BOSTON (CBS) - Do you know what "reductive shaming" is?

I admit, I had to look it up after a random Twitter user accused me of it Tuesday night for bemoaning the anemic voter turnout in the Boston mayoral preliminary.

He had tweeted at me that it was "OK to not vote if [you] haven't been following an election and don't know the different positions."

My response was: "Ignorance of civic duty is not OK."

Listen to Jon's commentary:

Keller at Large Sept 26 2013

For that statement, I was charged with trying to shame non-voters by "employing an analysis of a complex subject into a simplified, less detailed form," which is what reductive means.

And for that, I beg forgiveness.

Excuse me for believing that voting is a crucial obligation of citizenship, like jury duty, and for noting that even in a crowded field like the Boston race, it's a fairly simple matter for anyone with computer access or a library card to familiarize themselves with the candidates and their positions.

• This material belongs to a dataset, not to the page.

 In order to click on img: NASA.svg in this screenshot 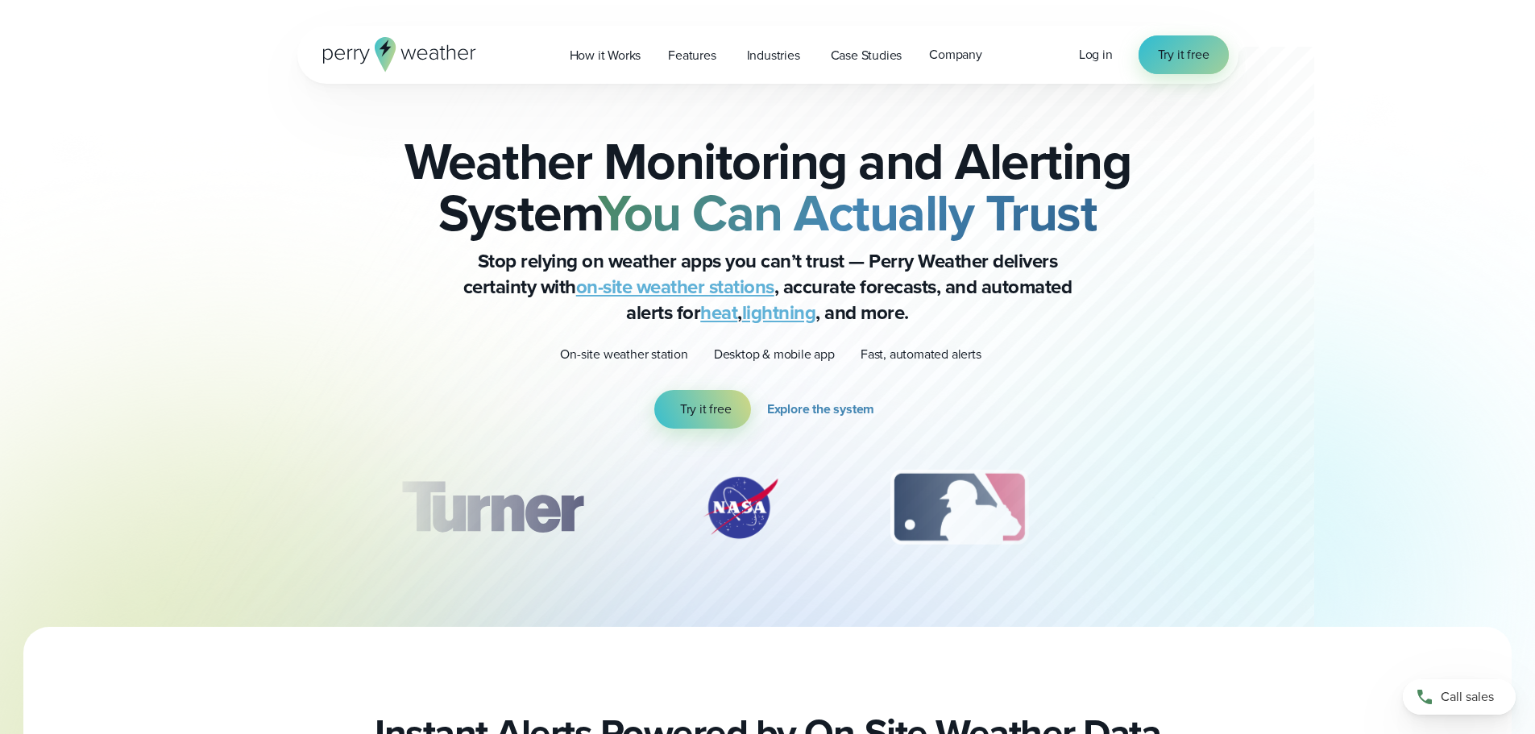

Forgive me for observing that majority non-voting leaves crucial decisions about political power to a minority that may not have the best interests of the majority at heart.

And grant me dispensation for actually scolding those who ignore their civic duty, rather than trying to be more sympathetic to the apparently unbearable demands on their time.

For this individual, it seems, "shaming" is a worse offense than neglecting civic obligation.

I guess from his Twitter profile that he's relatively young.

Lucky thing.

He would have hated living through the golden age of reductive shaming, when the likes of Dr. Martin Luther King Jr. and John F. Kennedy called on Americans to do better.

You can listen to Keller At Large on WBZ News Radio every weekday at 7:55 a.m. You can also watch Jon on WBZ-TV News.